4. "Brand New Moon": This is an eco-conscious song based on recycling old material. I had originally tried to write a song titled “The Moon & You” but discarded that idea. There were a bunch of good lines left over, though, that I’d have hated to see go to waste. So I started from scratch with the lines that I liked and it became "Brand New Moon".

5. "Drifting In And Out Of Sleep": This one could’ve been on 'Wild Blue & True' but - as with "The Hardest Thing To See" - the song matured and blossomed over time when I found out how to play it. And people responded to it when I did it live. Sleep-deprivation as a young parent was exhausting but surprisingly inspiring. In that phase when you haven’t quite woken up or fallen asleep, things that would make no sense to the rational mind come together and seem perfectly natural. Like I would dream of being in the room with my mother who passed away in 2001 and my daughter who was born in 2009. That half-conscious/sub-conscious state is a very fertile ground for art. I’m very happy with Tom’s contribution to this song, the harmonium, the great guitar figure, the backwards solo - wonderful stuff.

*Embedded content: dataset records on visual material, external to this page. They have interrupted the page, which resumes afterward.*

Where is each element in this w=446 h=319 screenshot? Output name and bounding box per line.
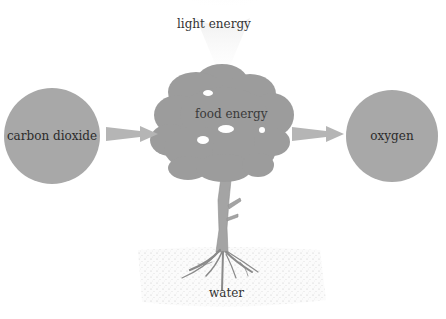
photosynthesis-diagram: carbon dioxide oxygen light energy food … [0, 0, 446, 319]
carbon-dioxide-circle: carbon dioxide [4, 88, 100, 184]
oxygen-label: oxygen [370, 129, 413, 143]
carbon-dioxide-label: carbon dioxide [7, 129, 97, 143]
food-energy-label: food energy [195, 107, 268, 121]
oxygen-circle: oxygen [346, 90, 438, 182]
tree-trunk-icon [216, 170, 241, 252]
tree-canopy-icon [150, 64, 294, 182]
arrow-output-icon [292, 126, 344, 142]
light-energy-label: light energy [177, 17, 251, 31]
water-label: water [209, 286, 244, 300]
light-beam-icon [181, 0, 265, 66]
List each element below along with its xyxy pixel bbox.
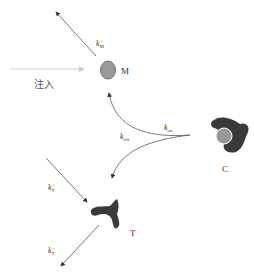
molecule-m (101, 61, 116, 79)
rate-kt-plus: kT+ (48, 183, 55, 193)
molecule-in-c (216, 128, 232, 144)
injection-label: 注入 (34, 78, 54, 90)
rate-koff: koff (120, 132, 130, 142)
label-t: T (130, 228, 136, 238)
arrow-kon (109, 93, 190, 136)
label-c: C (222, 164, 228, 174)
rate-kon: kon (164, 123, 173, 133)
rate-km-minus: kM− (96, 39, 105, 49)
arrow-kt-plus (46, 158, 87, 202)
diagram-canvas: 注入 M kM− kon koff C T kT+ kT− (0, 0, 254, 278)
receptor-t (91, 199, 120, 228)
label-m: M (121, 66, 129, 76)
rate-kt-minus: kT− (48, 246, 55, 256)
arrow-kt-minus (61, 225, 99, 266)
arrow-km-minus (56, 12, 96, 56)
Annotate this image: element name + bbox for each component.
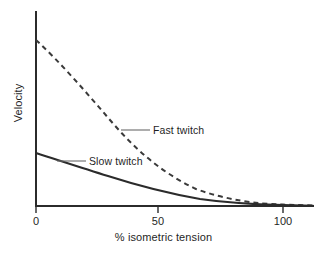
x-axis-label: % isometric tension: [0, 231, 327, 243]
curve-fast-twitch: [36, 40, 313, 206]
series-label-fast-twitch: Fast twitch: [153, 124, 204, 136]
x-tick-label-0: 0: [33, 215, 39, 227]
y-axis-label-wrapper: Velocity: [6, 0, 30, 206]
series-label-slow-twitch: Slow twitch: [89, 155, 143, 167]
x-tick-label-50: 50: [152, 215, 164, 227]
force-velocity-chart: 0 50 100 % isometric tension Velocity Fa…: [0, 0, 327, 262]
y-axis-label: Velocity: [12, 84, 24, 123]
x-tick-label-100: 100: [274, 215, 293, 227]
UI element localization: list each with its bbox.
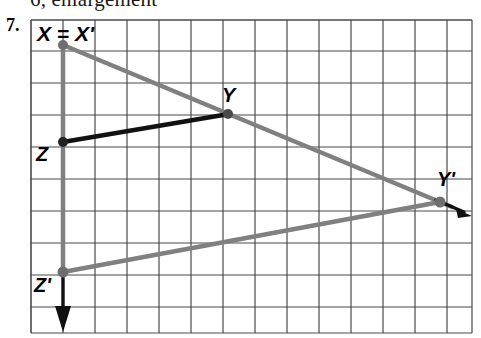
grid-lines bbox=[31, 20, 472, 333]
segment-z-to-y bbox=[63, 114, 229, 142]
vertex-dot-z bbox=[58, 137, 68, 147]
point-label-y-prime: Y' bbox=[437, 168, 455, 191]
arrow-through-zprime-icon bbox=[55, 270, 71, 332]
vertex-dot-zprime bbox=[58, 267, 69, 278]
figure-canvas: 6, enlargement 7. bbox=[0, 0, 481, 338]
point-label-y: Y bbox=[222, 84, 235, 107]
point-label-z-prime: Z' bbox=[34, 274, 51, 297]
point-label-x: X = X' bbox=[37, 22, 94, 46]
vertex-dot-y bbox=[223, 109, 233, 119]
segment-x-to-yprime bbox=[63, 45, 452, 207]
point-label-z: Z bbox=[36, 143, 48, 166]
vertex-dot-yprime bbox=[435, 197, 446, 208]
geometry-diagram bbox=[0, 0, 481, 338]
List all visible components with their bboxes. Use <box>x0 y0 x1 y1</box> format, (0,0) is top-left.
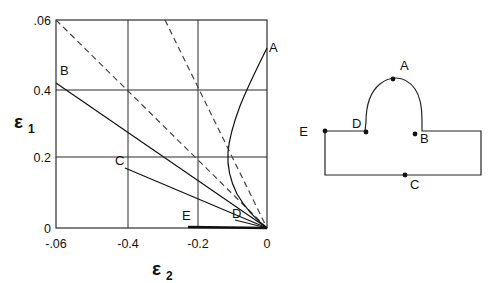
dashed-limit-left-line <box>56 20 267 228</box>
part-label-B: B <box>420 131 429 146</box>
xtick-label-1: -0.4 <box>117 237 139 251</box>
strain-path-E <box>188 227 267 228</box>
marker-dot-A <box>391 77 396 82</box>
plot-label-C: C <box>115 153 124 168</box>
plot-label-D: D <box>232 206 241 221</box>
xtick-label-2: -0.2 <box>187 237 209 251</box>
marker-dot-D <box>364 130 369 135</box>
ytick-label-3: 0 <box>44 222 51 236</box>
marker-dot-C <box>403 173 408 178</box>
part-markers <box>323 77 418 178</box>
y-axis-title-subscript: 1 <box>28 122 35 136</box>
xtick-label-3: 0 <box>264 237 271 251</box>
strain-path-A <box>228 48 267 228</box>
y-axis-title: ε 1 <box>14 111 35 136</box>
left-plot-panel: A B C D E .06 0.4 0.2 0 -.06 -0.4 -0.2 0… <box>14 14 278 283</box>
part-label-C: C <box>410 177 419 192</box>
ytick-label-2: 0.2 <box>34 151 51 165</box>
figure-root: A B C D E .06 0.4 0.2 0 -.06 -0.4 -0.2 0… <box>0 0 497 283</box>
marker-dot-E <box>323 129 328 134</box>
plot-label-B: B <box>60 63 69 78</box>
strain-path-C <box>125 168 267 228</box>
y-axis-title-symbol: ε <box>14 111 23 132</box>
dashed-limit-right-line <box>165 20 267 228</box>
ytick-label-0: .06 <box>34 14 51 28</box>
xtick-label-0: -.06 <box>45 237 67 251</box>
ytick-label-1: 0.4 <box>34 84 51 98</box>
strain-path-curves <box>56 48 267 228</box>
x-axis-title-symbol: ε <box>152 258 161 279</box>
x-axis-title-subscript: 2 <box>166 269 173 283</box>
marker-dot-B <box>413 132 418 137</box>
part-label-A: A <box>400 58 409 73</box>
part-outline <box>325 78 481 175</box>
part-label-D: D <box>352 116 361 131</box>
right-diagram-panel: A B C D E <box>299 58 481 192</box>
dashed-reference-lines <box>56 20 267 228</box>
plot-label-E: E <box>182 208 191 223</box>
x-axis-title: ε 2 <box>152 258 173 283</box>
part-label-E: E <box>299 124 308 139</box>
plot-label-A: A <box>269 40 278 55</box>
figure-svg: A B C D E .06 0.4 0.2 0 -.06 -0.4 -0.2 0… <box>0 0 497 283</box>
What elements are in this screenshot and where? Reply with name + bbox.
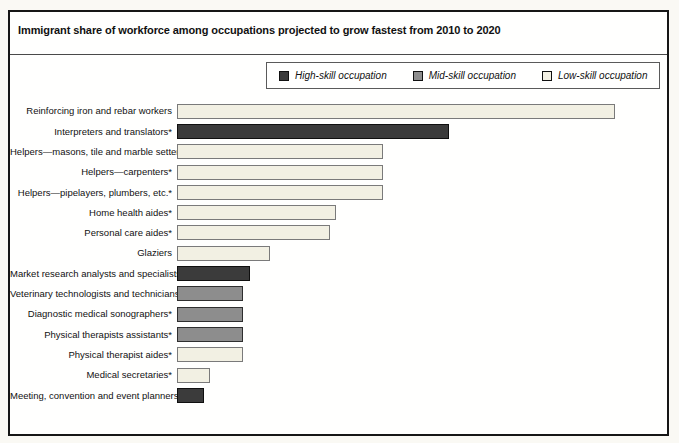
chart-row: Veterinary technologists and technicians…: [10, 284, 667, 304]
category-label: Diagnostic medical sonographers*: [10, 309, 177, 319]
bar-track: [177, 388, 655, 403]
chart-row: Home health aides*: [10, 202, 667, 222]
bar-low-skill: [177, 165, 383, 180]
bar-high-skill: [177, 124, 449, 139]
category-label: Helpers—carpenters*: [10, 167, 177, 177]
chart-row: Diagnostic medical sonographers*: [10, 304, 667, 324]
category-label: Market research analysts and specialists…: [10, 269, 177, 279]
legend-item: Low-skill occupation: [542, 70, 648, 81]
legend-swatch-mid-icon: [413, 71, 423, 81]
bar-low-skill: [177, 205, 336, 220]
bar-track: [177, 144, 655, 159]
chart-row: Physical therapists assistants*: [10, 324, 667, 344]
legend-swatch-high-icon: [279, 71, 289, 81]
bar-mid-skill: [177, 286, 243, 301]
bar-chart: Reinforcing iron and rebar workersInterp…: [10, 101, 667, 405]
bar-chart-rows: Reinforcing iron and rebar workersInterp…: [10, 101, 667, 405]
chart-frame: Immigrant share of workforce among occup…: [8, 10, 669, 436]
chart-title: Immigrant share of workforce among occup…: [18, 24, 500, 36]
category-label: Personal care aides*: [10, 228, 177, 238]
legend-item: Mid-skill occupation: [413, 70, 516, 81]
category-label: Medical secretaries*: [10, 370, 177, 380]
bar-track: [177, 347, 655, 362]
bar-track: [177, 104, 655, 119]
category-label: Helpers—masons, tile and marble setters*: [10, 147, 177, 157]
category-label: Physical therapist aides*: [10, 350, 177, 360]
bar-low-skill: [177, 225, 330, 240]
bar-track: [177, 368, 655, 383]
chart-row: Market research analysts and specialists…: [10, 263, 667, 283]
category-label: Glaziers: [10, 248, 177, 258]
bar-mid-skill: [177, 327, 243, 342]
chart-row: Helpers—pipelayers, plumbers, etc.*: [10, 182, 667, 202]
category-label: Home health aides*: [10, 208, 177, 218]
legend-label: High-skill occupation: [295, 70, 387, 81]
chart-row: Glaziers: [10, 243, 667, 263]
category-label: Reinforcing iron and rebar workers: [10, 106, 177, 116]
bar-track: [177, 246, 655, 261]
category-label: Physical therapists assistants*: [10, 330, 177, 340]
bar-low-skill: [177, 144, 383, 159]
bar-low-skill: [177, 347, 243, 362]
chart-row: Interpreters and translators*: [10, 121, 667, 141]
chart-row: Meeting, convention and event planners*: [10, 385, 667, 405]
legend-swatch-low-icon: [542, 71, 552, 81]
bar-track: [177, 205, 655, 220]
bar-track: [177, 165, 655, 180]
category-label: Veterinary technologists and technicians…: [10, 289, 177, 299]
legend-item: High-skill occupation: [279, 70, 387, 81]
legend: High-skill occupationMid-skill occupatio…: [266, 62, 660, 89]
legend-label: Mid-skill occupation: [429, 70, 516, 81]
bar-track: [177, 225, 655, 240]
bar-high-skill: [177, 388, 204, 403]
bar-track: [177, 185, 655, 200]
bar-track: [177, 266, 655, 281]
chart-row: Reinforcing iron and rebar workers: [10, 101, 667, 121]
category-label: Helpers—pipelayers, plumbers, etc.*: [10, 188, 177, 198]
chart-row: Helpers—masons, tile and marble setters*: [10, 142, 667, 162]
chart-row: Physical therapist aides*: [10, 345, 667, 365]
bar-low-skill: [177, 185, 383, 200]
bar-low-skill: [177, 368, 210, 383]
bar-low-skill: [177, 104, 615, 119]
bar-track: [177, 307, 655, 322]
chart-row: Medical secretaries*: [10, 365, 667, 385]
bar-track: [177, 327, 655, 342]
bar-low-skill: [177, 246, 270, 261]
chart-row: Personal care aides*: [10, 223, 667, 243]
chart-header: Immigrant share of workforce among occup…: [10, 12, 667, 55]
chart-row: Helpers—carpenters*: [10, 162, 667, 182]
bar-mid-skill: [177, 307, 243, 322]
category-label: Interpreters and translators*: [10, 127, 177, 137]
bar-track: [177, 286, 655, 301]
legend-label: Low-skill occupation: [558, 70, 648, 81]
category-label: Meeting, convention and event planners*: [10, 391, 177, 401]
bar-high-skill: [177, 266, 250, 281]
bar-track: [177, 124, 655, 139]
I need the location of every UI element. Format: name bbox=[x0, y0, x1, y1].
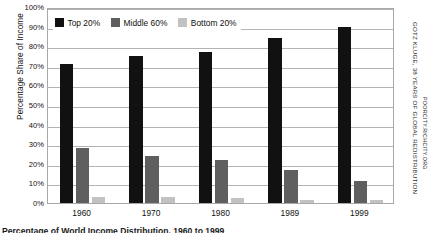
bar-group bbox=[256, 9, 325, 203]
x-axis-tick-label: 1999 bbox=[350, 208, 369, 218]
bar bbox=[268, 38, 282, 203]
x-axis-tick-label: 1980 bbox=[211, 208, 230, 218]
chart-figure: Percentage Share of Income 100%90%80%70%… bbox=[0, 0, 433, 233]
y-axis-tick-label: 70% bbox=[14, 63, 44, 71]
x-axis-tick-label: 1970 bbox=[142, 208, 161, 218]
x-axis-tick-labels: 19601970198019891999 bbox=[47, 208, 394, 222]
bar bbox=[231, 198, 245, 203]
bar bbox=[300, 200, 314, 203]
y-axis-tick-label: 0% bbox=[14, 200, 44, 208]
bar bbox=[145, 156, 159, 203]
credit-block: GOTZ KLUGE, 38 YEARS OF GLOBAL REDISTRIB… bbox=[404, 20, 430, 210]
bar bbox=[129, 56, 143, 203]
bar bbox=[338, 27, 352, 203]
y-axis-tick-label: 90% bbox=[14, 24, 44, 32]
bar-group bbox=[117, 9, 186, 203]
y-axis-tick-label: 10% bbox=[14, 180, 44, 188]
figure-caption: Percentage of World Income Distribution,… bbox=[2, 226, 412, 233]
bar-group bbox=[326, 9, 395, 203]
plot-area bbox=[47, 8, 394, 204]
y-axis-tick-label: 50% bbox=[14, 102, 44, 110]
legend-swatch-icon bbox=[178, 18, 187, 27]
x-axis-tick-label: 1960 bbox=[72, 208, 91, 218]
y-axis-tick-labels: 100%90%80%70%60%50%40%30%20%10%0% bbox=[14, 8, 44, 204]
bar bbox=[354, 181, 368, 203]
bar bbox=[161, 197, 175, 203]
legend-item: Middle 60% bbox=[111, 18, 167, 28]
bar bbox=[199, 52, 213, 203]
legend-item: Bottom 20% bbox=[178, 18, 236, 28]
bar bbox=[92, 197, 106, 203]
legend-label: Middle 60% bbox=[124, 18, 168, 28]
y-axis-tick-label: 40% bbox=[14, 122, 44, 130]
legend-label: Top 20% bbox=[68, 18, 101, 28]
credit-line-primary: GOTZ KLUGE, 38 YEARS OF GLOBAL REDISTRIB… bbox=[412, 22, 419, 194]
bar bbox=[76, 148, 90, 203]
y-axis-tick-label: 80% bbox=[14, 43, 44, 51]
credit-line-source: POORCITY.RICHCITY.ORG bbox=[422, 97, 428, 170]
y-axis-tick-label: 60% bbox=[14, 82, 44, 90]
y-axis-tick-label: 30% bbox=[14, 141, 44, 149]
y-axis-tick-label: 100% bbox=[14, 4, 44, 12]
bar-group bbox=[187, 9, 256, 203]
chart-legend: Top 20%Middle 60%Bottom 20% bbox=[53, 14, 241, 31]
y-axis-tick-label: 20% bbox=[14, 161, 44, 169]
legend-item: Top 20% bbox=[55, 18, 100, 28]
bar bbox=[370, 200, 384, 203]
bar bbox=[60, 64, 74, 203]
bar bbox=[284, 170, 298, 203]
bars-layer bbox=[48, 9, 393, 203]
legend-swatch-icon bbox=[55, 18, 64, 27]
legend-swatch-icon bbox=[111, 18, 120, 27]
legend-label: Bottom 20% bbox=[191, 18, 237, 28]
x-axis-tick-label: 1989 bbox=[281, 208, 300, 218]
bar-group bbox=[48, 9, 117, 203]
bar bbox=[215, 160, 229, 203]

6. "Sure Do Miss Her Now": An old girlfriend of mine became quite successful as an artist and I kept seeing great reviews on social media and elsewhere. Talk about conflicting emotions. It’s probably best to point out that the song isn’t based on facts, it’s just inspired by these emotions - as well as by Fred Eaglesmith and "The Weight".

7. "Broken Puppet": One of my favorite songs from 2006’s 'The Price Of Sin'. However it had a change of perspective in there - a songwriting flaw - that kept bothering me. Until one day I realized how to improve on the original lyric. I had to share it with you with this new recording. A first take, actually.

8. "The World's Greatest Fool": Tom Petty says he wrote “Swingin’” in his head while trying to record another song. Well, I like saying I came up with this while a sound guy took forever and left us waiting on stage.

9. "Jenny And Johnny": Tom had asked me for input on his lyrics for the last Hands On The Wheel album. “Jenny & Johnny” was one I did quite a bit of work on. The world has heard Tom’s version and now here’s mine.

10. "Sergeant Dad": Literally the day before I went in to Analoghaus I came up with this hooky figure on the banjo. I had originally thought I’d need the band to make that song work. With this hooky figure in there, I figured I might give it a shot as a solo recording. There’s a twist in the lyric that I stole from my friend Hubert Treml. Listen to our song "More Than You Need" and you’ll see what I mean. The 15 months I spent in mandatory military service were really some of the worst months of my life.

11. "Even When I'm Blue": A Steve Earle song that I always liked but never really played any differently than the original. Maybe a week or two before I went into the studio I found this different fingering and worked on it and liked how it sounded. Great contributions from Jan van Bijnen, Robert Oberbeck and Chris Reiss on this one and "The Hardest Thing To See".

12. "Beautiful Baby": I must’ve thought I had finished this song three or four times. I always liked the idea of it and had some funny lines but I could just never make the pieces fit in a satisfying way. One day my friend Andy Fite, a master jazz guitarist and a keen and witty wordplayer, was staying with me and he helped me finish this and tie it up. A conscious nod to the beautiful sound Sam Phillips cooked up at Sun Studios.